Outward acquiescence and inward resistance toward those who have brought down calumny upon your family is a good strategy for survival in the short run. White southerners, however, wanted more than survival. Like Hampton, they wanted vindication. Most of all they wanted to reconstruct their lives, their communities, and their civilization. Loathing the present, fearing the future, they looked to the past.

White southerners groped for meaning in defeat. If, as their ministers and leaders had told them, they were fighting a holy war, then they must have sinned against God. Yet the Old Testament is replete with examples of God's Chosen People receiving severe punishment for serious transgressions against His laws. God held out the possibility of redemption if His people repented. “He loveth whom he chasteneth,” from Hebrews 12:6, became the scriptural foundation of a new southern faith. It enabled white southerners to rationalize their loss and move forward in their lives with the belief in their ultimate redemption.
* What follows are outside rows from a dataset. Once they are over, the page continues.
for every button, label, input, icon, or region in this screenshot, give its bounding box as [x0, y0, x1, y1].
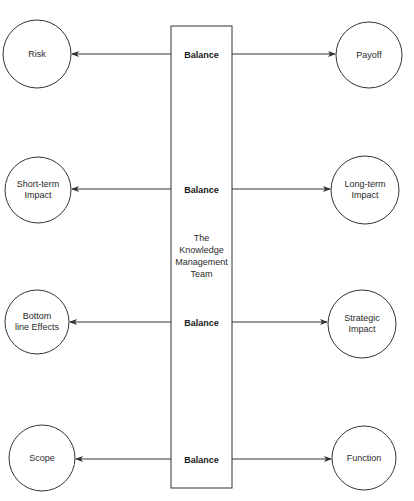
team-label-line-3: Management: [171, 256, 232, 268]
team-label-line-2: Knowledge: [171, 244, 232, 256]
balance-label-risk-payoff: Balance: [171, 50, 232, 60]
balance-label-scope-function: Balance: [171, 455, 232, 465]
balance-label-bottom-line-strategic: Balance: [171, 318, 232, 328]
team-label-line-4: Team: [171, 268, 232, 280]
payoff-node-label: Payoff: [334, 50, 404, 61]
long-term-impact-node-label: Long-term Impact: [330, 179, 400, 201]
bottom-line-effects-node-label: Bottom line Effects: [2, 311, 72, 333]
short-term-impact-node-label: Short-term Impact: [3, 179, 73, 201]
team-label-line-1: The: [171, 232, 232, 244]
balance-label-short-long-term: Balance: [171, 185, 232, 195]
function-node-label: Function: [329, 453, 399, 464]
scope-node-label: Scope: [7, 453, 77, 464]
strategic-impact-node-label: Strategic Impact: [327, 313, 397, 335]
risk-node-label: Risk: [2, 49, 72, 60]
knowledge-management-team-label: The Knowledge Management Team: [171, 232, 232, 280]
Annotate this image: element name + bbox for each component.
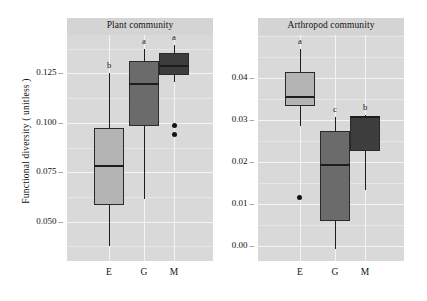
- gridline-minor: [67, 49, 213, 50]
- y-tick-arthropod-0.00: 0.00–: [232, 240, 254, 250]
- gridline-minor: [67, 197, 213, 198]
- plot-area-plant: baa: [67, 35, 213, 261]
- significance-letter-arthropod-G: c: [328, 104, 342, 114]
- boxplot-figure: Functional diversity ( unitless ) Plant …: [0, 0, 427, 301]
- x-tick-arthropod-M: M: [355, 267, 375, 277]
- gridline-minor: [258, 57, 404, 58]
- y-axis-title: Functional diversity ( unitless ): [21, 41, 31, 241]
- gridline-major: [258, 120, 404, 121]
- x-tick-plant-M: M: [164, 267, 184, 277]
- box-arthropod-M[interactable]: [350, 117, 380, 151]
- x-tick-plant-E: E: [99, 267, 119, 277]
- panel-strip-plant: Plant community: [67, 18, 213, 35]
- panel-plant: Plant communitybaa: [67, 18, 213, 261]
- significance-letter-plant-G: a: [137, 36, 151, 46]
- outlier-point-plant-M-1[interactable]: [172, 132, 177, 137]
- box-arthropod-G[interactable]: [320, 131, 350, 221]
- y-tick-plant-0.125: 0.125–: [36, 67, 63, 77]
- gridline-minor: [258, 99, 404, 100]
- y-tick-arthropod-0.01: 0.01–: [232, 198, 254, 208]
- median-line-arthropod-M: [350, 116, 380, 118]
- gridline-minor: [67, 246, 213, 247]
- box-plant-M[interactable]: [159, 53, 189, 75]
- gridline-minor: [258, 36, 404, 37]
- panel-title-arthropod: Arthropod community: [258, 20, 404, 30]
- x-tick-arthropod-G: G: [325, 267, 345, 277]
- y-tick-arthropod-0.04: 0.04–: [232, 72, 254, 82]
- median-line-arthropod-E: [285, 96, 315, 98]
- y-tick-plant-0.050: 0.050–: [36, 216, 63, 226]
- gridline-major: [258, 246, 404, 247]
- median-line-plant-E: [94, 165, 124, 167]
- significance-letter-plant-M: a: [167, 35, 181, 42]
- significance-letter-arthropod-E: a: [293, 36, 307, 46]
- y-tick-plant-0.100: 0.100–: [36, 117, 63, 127]
- y-tick-arthropod-0.03: 0.03–: [232, 114, 254, 124]
- x-tick-arthropod-E: E: [290, 267, 310, 277]
- panel-title-plant: Plant community: [67, 20, 213, 30]
- y-tick-plant-0.075: 0.075–: [36, 166, 63, 176]
- median-line-plant-M: [159, 65, 189, 67]
- gridline-major: [67, 222, 213, 223]
- outlier-point-plant-M-0[interactable]: [172, 123, 177, 128]
- box-plant-G[interactable]: [129, 61, 159, 126]
- outlier-point-arthropod-E-0[interactable]: [297, 195, 302, 200]
- panel-arthropod: Arthropod communityacb: [258, 18, 404, 261]
- gridline-minor: [67, 148, 213, 149]
- gridline-major: [258, 78, 404, 79]
- box-arthropod-E[interactable]: [285, 72, 315, 106]
- significance-letter-arthropod-M: b: [358, 102, 372, 112]
- median-line-plant-G: [129, 83, 159, 85]
- significance-letter-plant-E: b: [102, 60, 116, 70]
- x-tick-plant-G: G: [134, 267, 154, 277]
- gridline-major: [67, 172, 213, 173]
- y-tick-arthropod-0.02: 0.02–: [232, 156, 254, 166]
- median-line-arthropod-G: [320, 164, 350, 166]
- panel-strip-arthropod: Arthropod community: [258, 18, 404, 35]
- gridline-minor: [258, 225, 404, 226]
- plot-area-arthropod: acb: [258, 35, 404, 261]
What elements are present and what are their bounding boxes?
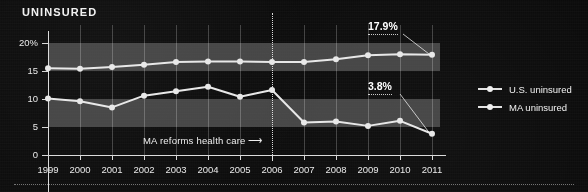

As northerners moved away from a civil society informed and directed by evangelical Protestantism, southerners embraced it, and embraced it so fiercely that it became a folk religion indistinguishable from southern culture. Thomas Markham, a Presbyterian minister, took this theme in a sermon he delivered in New Orleans shortly after the end of the war: the “present afflictions which are but for a moment, shall work out for us a far more exceeding and eternal weight of glory.” Defeat was not an adverse judgment on the South so much as a motivation to create a perfect society. “Defeat,” the Rev. Moses Drury Hoge of Richmond declared, “is the discipline which trains the truly heroic soul to further and better endeavors.” For southerners, “it is better to be chastened, than to be let alone.”